A payment facilitator (PayFac) is a company that holds a master merchant account and onboards other businesses, its sub-merchants, to process payments under it, rather than each of those businesses getting their own merchant account. The PayFac handles sub-merchant onboarding, underwriting, and risk, and typically owns the payment experience and economics. Stripe and Square are the best-known examples: a small business signs up with them in minutes and is really being boarded as a sub-merchant of their PayFac.
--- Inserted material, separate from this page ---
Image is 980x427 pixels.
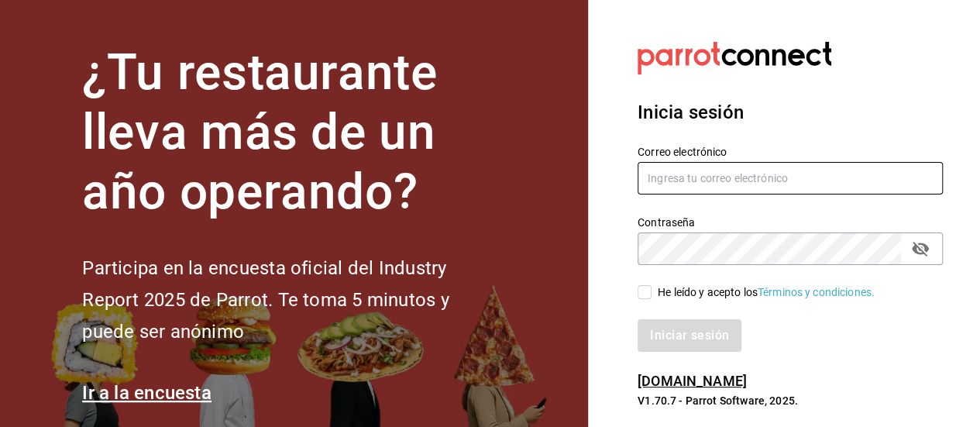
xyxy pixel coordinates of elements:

How does the PayFac model work?
The PayFac signs a sponsorship agreement with an acquiring bank, gets registered with the card networks, and then onboards sub-merchants under its master account. When a sub-merchant takes a payment, it flows through the PayFac's infrastructure; the PayFac handles the boarding, the compliance, the risk monitoring, and the payout to the sub-merchant. In exchange the PayFac controls the pricing and keeps a share of the processing economics. The trade-off is that the PayFac takes on real liability for its sub-merchants' activity.
How is a PayFac different from an ISO?
An ISO (independent sales organization) resells merchant accounts and refers merchants to a processor, but each merchant gets their own account and the processor holds the risk. A PayFac aggregates merchants as sub-merchants under its own master account and holds the risk itself, which gives it more control and more of the economics but also more liability and a heavier compliance build. We compare them directly in our PayFac vs. ISO guide.
What does it take to become a payment facilitator?
Becoming a full PayFac means card-network registration, a sponsor bank's concurrence, a compliance and risk-management build (KYC, sub-merchant underwriting, transaction monitoring), and ongoing obligations, it's a significant undertaking. Many platforms get the economics of a PayFac without the full build by using a PayFac-as-a-Service model, where a provider handles the registration, sponsorship, and risk infrastructure while the platform owns the merchant experience.
Weighing how to monetize payments?
Our platform team can map the PayFac, ISO, or PayFac-as-a-Service path that actually fits your build and your scale.